### Problem details
Retyping all the entries exactly is the whole task.

### Records for this task
#####

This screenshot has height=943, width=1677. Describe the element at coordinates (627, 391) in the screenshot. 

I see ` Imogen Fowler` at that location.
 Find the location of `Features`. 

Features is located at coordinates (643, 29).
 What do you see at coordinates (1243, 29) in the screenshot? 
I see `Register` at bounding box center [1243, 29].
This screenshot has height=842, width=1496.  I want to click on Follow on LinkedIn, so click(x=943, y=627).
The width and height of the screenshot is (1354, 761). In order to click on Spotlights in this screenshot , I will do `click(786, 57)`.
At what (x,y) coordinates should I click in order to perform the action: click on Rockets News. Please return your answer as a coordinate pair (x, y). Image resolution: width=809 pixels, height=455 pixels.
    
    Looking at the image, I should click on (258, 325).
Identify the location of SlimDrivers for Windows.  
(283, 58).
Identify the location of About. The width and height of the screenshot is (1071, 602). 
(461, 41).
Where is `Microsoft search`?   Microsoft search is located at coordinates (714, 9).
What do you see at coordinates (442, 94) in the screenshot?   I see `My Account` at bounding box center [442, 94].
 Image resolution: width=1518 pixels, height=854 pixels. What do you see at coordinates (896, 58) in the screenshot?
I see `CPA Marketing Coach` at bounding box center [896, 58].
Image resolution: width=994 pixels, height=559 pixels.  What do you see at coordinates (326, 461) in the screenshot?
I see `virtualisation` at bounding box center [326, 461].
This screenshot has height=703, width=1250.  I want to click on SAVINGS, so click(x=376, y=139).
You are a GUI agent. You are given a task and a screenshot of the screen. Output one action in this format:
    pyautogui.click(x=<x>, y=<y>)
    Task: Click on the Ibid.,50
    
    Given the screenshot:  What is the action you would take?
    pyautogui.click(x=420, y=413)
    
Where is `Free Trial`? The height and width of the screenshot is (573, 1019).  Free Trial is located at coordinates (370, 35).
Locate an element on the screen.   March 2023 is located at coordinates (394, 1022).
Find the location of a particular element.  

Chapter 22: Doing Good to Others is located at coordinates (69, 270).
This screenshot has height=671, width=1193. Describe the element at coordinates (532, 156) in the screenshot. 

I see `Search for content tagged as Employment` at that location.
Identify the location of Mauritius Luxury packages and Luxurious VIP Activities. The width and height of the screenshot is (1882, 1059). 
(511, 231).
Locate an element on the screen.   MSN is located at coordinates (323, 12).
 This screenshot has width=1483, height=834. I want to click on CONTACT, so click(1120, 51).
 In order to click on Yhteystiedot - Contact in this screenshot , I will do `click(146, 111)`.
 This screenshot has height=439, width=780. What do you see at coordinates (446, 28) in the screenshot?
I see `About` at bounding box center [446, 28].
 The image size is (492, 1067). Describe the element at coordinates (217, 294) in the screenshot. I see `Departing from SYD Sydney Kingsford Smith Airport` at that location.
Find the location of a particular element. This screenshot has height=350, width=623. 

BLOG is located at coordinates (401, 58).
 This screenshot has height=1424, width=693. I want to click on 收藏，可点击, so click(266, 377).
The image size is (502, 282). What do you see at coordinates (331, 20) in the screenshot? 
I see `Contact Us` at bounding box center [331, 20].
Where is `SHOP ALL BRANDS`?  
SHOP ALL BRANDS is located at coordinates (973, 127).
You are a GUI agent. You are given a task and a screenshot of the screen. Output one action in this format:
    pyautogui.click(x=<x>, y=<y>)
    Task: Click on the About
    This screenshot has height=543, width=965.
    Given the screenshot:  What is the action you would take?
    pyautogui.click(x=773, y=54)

#####

### Result of this exercise
This screenshot has height=943, width=1677. Describe the element at coordinates (627, 391) in the screenshot. 

I see ` Imogen Fowler` at that location.
 Find the location of `Features`. 

Features is located at coordinates (643, 29).
 What do you see at coordinates (1243, 29) in the screenshot? 
I see `Register` at bounding box center [1243, 29].
This screenshot has height=842, width=1496.  I want to click on Follow on LinkedIn, so click(x=943, y=627).
The width and height of the screenshot is (1354, 761). In order to click on Spotlights in this screenshot , I will do `click(786, 57)`.
At what (x,y) coordinates should I click in order to perform the action: click on Rockets News. Please return your answer as a coordinate pair (x, y). Image resolution: width=809 pixels, height=455 pixels.
    
    Looking at the image, I should click on (258, 325).
Identify the location of SlimDrivers for Windows.  
(283, 58).
Identify the location of About. The width and height of the screenshot is (1071, 602). 
(461, 41).
Where is `Microsoft search`?   Microsoft search is located at coordinates (714, 9).
What do you see at coordinates (442, 94) in the screenshot?   I see `My Account` at bounding box center [442, 94].
 Image resolution: width=1518 pixels, height=854 pixels. What do you see at coordinates (896, 58) in the screenshot?
I see `CPA Marketing Coach` at bounding box center [896, 58].
Image resolution: width=994 pixels, height=559 pixels.  What do you see at coordinates (326, 461) in the screenshot?
I see `virtualisation` at bounding box center [326, 461].
This screenshot has height=703, width=1250.  I want to click on SAVINGS, so click(x=376, y=139).
You are a GUI agent. You are given a task and a screenshot of the screen. Output one action in this format:
    pyautogui.click(x=<x>, y=<y>)
    Task: Click on the Ibid.,50
    
    Given the screenshot:  What is the action you would take?
    pyautogui.click(x=420, y=413)
    
Where is `Free Trial`? The height and width of the screenshot is (573, 1019).  Free Trial is located at coordinates (370, 35).
Locate an element on the screen.   March 2023 is located at coordinates (394, 1022).
Find the location of a particular element.  

Chapter 22: Doing Good to Others is located at coordinates (69, 270).
This screenshot has height=671, width=1193. Describe the element at coordinates (532, 156) in the screenshot. 

I see `Search for content tagged as Employment` at that location.
Identify the location of Mauritius Luxury packages and Luxurious VIP Activities. The width and height of the screenshot is (1882, 1059). 
(511, 231).
Locate an element on the screen.   MSN is located at coordinates (323, 12).
 This screenshot has width=1483, height=834. I want to click on CONTACT, so click(1120, 51).
 In order to click on Yhteystiedot - Contact in this screenshot , I will do `click(146, 111)`.
 This screenshot has height=439, width=780. What do you see at coordinates (446, 28) in the screenshot?
I see `About` at bounding box center [446, 28].
 The image size is (492, 1067). Describe the element at coordinates (217, 294) in the screenshot. I see `Departing from SYD Sydney Kingsford Smith Airport` at that location.
Find the location of a particular element. This screenshot has height=350, width=623. 

BLOG is located at coordinates (401, 58).
 This screenshot has height=1424, width=693. I want to click on 收藏，可点击, so click(266, 377).
The image size is (502, 282). What do you see at coordinates (331, 20) in the screenshot? 
I see `Contact Us` at bounding box center [331, 20].
Where is `SHOP ALL BRANDS`?  
SHOP ALL BRANDS is located at coordinates (973, 127).
You are a GUI agent. You are given a task and a screenshot of the screen. Output one action in this format:
    pyautogui.click(x=<x>, y=<y>)
    Task: Click on the About
    This screenshot has height=543, width=965.
    Given the screenshot:  What is the action you would take?
    pyautogui.click(x=773, y=54)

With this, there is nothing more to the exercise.